Um, I hel I had it kind of like work on the wording with me. And then once I had a first draft, I brought it back and I had it critiqued it. Um, and that's kind of there's there's obviously more details than

I mean I I I think when people lob the like this is AI, they think that you that your prompt was like write a essay that will get 50 million views and and it just like oneshots it. It's like no, this is a collaborative back and forth. Yeah, of course. Um Yeah. Yeah.

We tried that on X.

Yeah.

There's a lot of hashtags.

Yeah. Yeah. Oh yeah. It can be can be a little rough.

Um yeah. Yeah. Fascinating. Um Jordy, anything else?

Uh no. What are you What are you What are you going to do next?

Yeah. Yeah. I mean, I I've noticed from your portfolio that there's a lot of uh chip companies, hard tech investments, like what are you most excited about just in the economy broadly?

I mean, in terms of what I'm investing in, and I intentionally tried to leave this out of the article because I wanted the article to be just purely my message, not sort of like kind of like have to deal with the sort of interplay of that. But in terms of what I actually believe in, I think the chip companies are very interesting. Um, I was, you know, I don't know if you saw a couple years ago, I kind of helped Grock blow up and that that's worked out quite well. Um, I'm in Etched a few others like that. I also think the rails are going to be very important. Um, I tend to invest in, you know, I just started my fund around this thesis that there are going to be sort of these things that AI needs to proliferate, right? not just the the model itself and the weights itself, but it's the

uh you know the rails for them to communicate with each other. And I just invested in a new company uh agent relay that's about to come out that I think is going to be really exciting there. Um I also did the agent mail so very very similar. Uh Daytona

um

SF Computes a little different, but I think they're going to be Evan is a killer. Um, I'm sort of interested in that sort of stuff. Like how do you take the models and then bring them out of their boxes because this is obviously happening and you just kind of want to put your money where where uh it's going to grow. Uh, obviously.

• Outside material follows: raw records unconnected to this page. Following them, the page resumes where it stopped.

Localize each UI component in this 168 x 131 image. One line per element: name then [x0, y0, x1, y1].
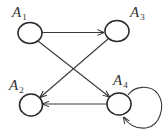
node-a3: [105, 21, 129, 42]
node-a2: [20, 94, 43, 116]
label-a1-subscript: 1: [22, 12, 27, 22]
label-a3-letter: A: [130, 4, 139, 20]
label-a2: A2: [9, 78, 24, 93]
label-a3-subscript: 3: [140, 12, 145, 22]
label-a3: A3: [130, 5, 145, 20]
node-a1: [18, 23, 42, 44]
edge-a3-to-a2: [40, 39, 108, 98]
label-a4-subscript: 4: [123, 80, 128, 90]
label-a4: A4: [113, 73, 128, 88]
node-a4: [107, 93, 131, 115]
label-a1-letter: A: [12, 4, 21, 20]
label-a1: A1: [12, 5, 27, 20]
label-a2-letter: A: [9, 77, 18, 93]
label-a4-letter: A: [113, 72, 122, 88]
label-a2-subscript: 2: [19, 85, 24, 95]
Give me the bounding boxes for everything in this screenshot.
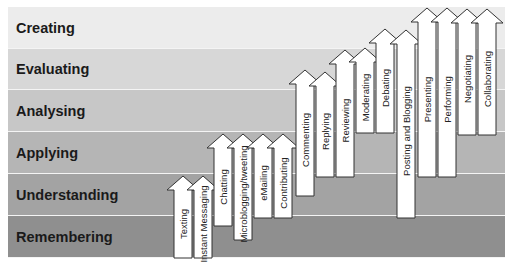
arrow-label: Collaborating bbox=[482, 51, 493, 107]
arrow-posting-and-blogging: Posting and Blogging bbox=[390, 30, 422, 218]
arrow-label: Reviewing bbox=[340, 99, 351, 143]
arrow-label: Microblogging/tweeting bbox=[238, 145, 249, 242]
arrow-label: Instant Messaging bbox=[198, 185, 209, 262]
arrow-label: Chatting bbox=[218, 169, 229, 204]
arrow-label: Posting and Blogging bbox=[401, 86, 412, 176]
arrow-label: Debating bbox=[380, 69, 391, 107]
arrow-label: Performing bbox=[442, 76, 453, 122]
arrow-label: Presenting bbox=[422, 77, 433, 122]
bloom-taxonomy-diagram: Creating Evaluating Analysing Applying U… bbox=[0, 0, 513, 267]
arrow-label: Commenting bbox=[300, 113, 311, 167]
activity-arrows: TextingInstant MessagingChattingMicroblo… bbox=[0, 0, 513, 267]
arrow-label: Replying bbox=[320, 113, 331, 150]
arrow-label: Negotiating bbox=[462, 55, 473, 103]
arrow-label: Texting bbox=[178, 209, 189, 239]
arrow-label: Contributing bbox=[278, 157, 289, 208]
arrow-label: Moderating bbox=[360, 74, 371, 122]
arrow-label: eMailing bbox=[258, 165, 269, 200]
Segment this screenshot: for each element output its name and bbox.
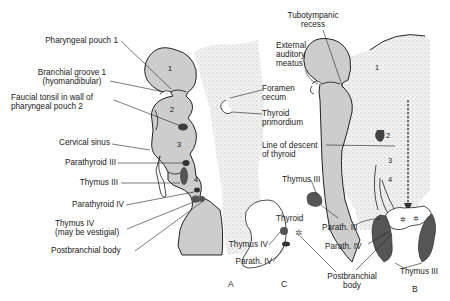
label-pharyngeal-pouch-1: Pharyngeal pouch 1: [45, 36, 118, 46]
parath-iv-c: [282, 242, 290, 247]
label-body-b: body: [317, 281, 387, 291]
label-parathyroid-iv: Parathyroid IV: [72, 200, 124, 210]
diagram-a: 1 2 3 4: [110, 40, 264, 255]
label-faucial-tonsil-2: pharyngeal pouch 2: [11, 102, 83, 112]
label-parath-iii: Parath. III: [322, 223, 358, 233]
postbranchial-c: ✲: [295, 228, 303, 238]
parathyroid-iv-a: [194, 188, 200, 193]
label-thymus-iii-c: Thymus III: [282, 175, 320, 185]
thymus-iii-a: [180, 167, 188, 185]
label-recess: recess: [278, 20, 348, 30]
b-number-3: 3: [388, 156, 392, 165]
thymus-iv-c: [280, 227, 288, 235]
pouch-number-2: 2: [170, 105, 175, 114]
postbranchial-a: [199, 196, 205, 202]
thymus-iii-c: [307, 192, 323, 207]
label-parath-iv-b: Parath. IV: [325, 242, 361, 252]
pharynx-floor-b: [340, 35, 430, 230]
svg-text:✲: ✲: [413, 215, 419, 222]
label-thymus-iii-b: Thymus III: [384, 267, 450, 277]
label-parathyroid-iii: Parathyroid III: [65, 158, 116, 168]
label-postbranchial-body-a: Postbranchial body: [51, 246, 121, 256]
label-hyomandibular: (hyomandibular): [32, 77, 112, 87]
panel-label-a: A: [228, 279, 234, 289]
label-thymus-iii: Thymus III: [80, 178, 118, 188]
label-cervical-sinus: Cervical sinus: [59, 138, 110, 148]
label-parath-iv-c: Parath. IV: [236, 257, 272, 267]
b-number-4: 4: [388, 175, 392, 184]
pouch-number-3: 3: [177, 140, 182, 149]
pouch-number-4: 4: [194, 175, 199, 184]
svg-text:✲: ✲: [400, 216, 406, 223]
b-number-2: 2: [386, 131, 390, 140]
b-number-1: 1: [375, 63, 379, 72]
label-of-thyroid: of thyroid: [262, 150, 296, 160]
label-meatus: meatus: [276, 59, 303, 69]
panel-label-c: C: [281, 279, 287, 289]
faucial-tonsil: [178, 124, 188, 131]
label-thymus-iv-c: Thymus IV: [229, 240, 268, 250]
pouch-number-1: 1: [168, 64, 173, 73]
label-cecum: cecum: [262, 93, 286, 103]
label-thyroid-c: Thyroid: [276, 214, 303, 224]
panel-label-b: B: [412, 284, 418, 294]
label-may-be-vestigial: (may be vestigial): [55, 228, 119, 238]
label-primordium: primordium: [262, 118, 303, 128]
parathyroid-iii-a: [183, 160, 190, 166]
diagram-b: ✲ ✲ 1 2 3 4: [304, 30, 436, 270]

Yeah. It feels like there's whenever something crazy happens, there's a lot of like h it's almost like nerve-wracking panic, but I I do think we're in this moment right now where there's going to be a re-evaluation of how value acres in tech because tech has become everything. Like, you know, car companies are tech companies now. Everything's a tech company. Uh and but the business models are wildly different and you know you know the the software agents are going to accelerate some companies. They're going to damage some companies and uh we're we're going to be following it all right here. But we appreciate you taking the time to come chat with us.

Yeah. Get some sleep.

Congratulations on the massive article. I mean it it it I definitely agree with the point of like we we're not talking about the the latest updates to AI uh broadly enough.

I do think it's interesting some people will read this let's say they're a firefighter or a school teacher.

Yeah.

And be like wait I'm going to have to do less paperwork.

Oh yeah.

There's actually a lot of people that should be

but that's but that's a good thing there. There are some there are some beautiful white pills. There's some there's obviously some quagmires and some quake sand you want to avoid. But this is how technology is is rolled out and adopted and so you want to you want to skate where the puck is. But we appreciate you coming on the show and breaking it down for us. Thanks so much, Matt.

Yep.

We'll talk to you soon. Have a good one. Good to see you.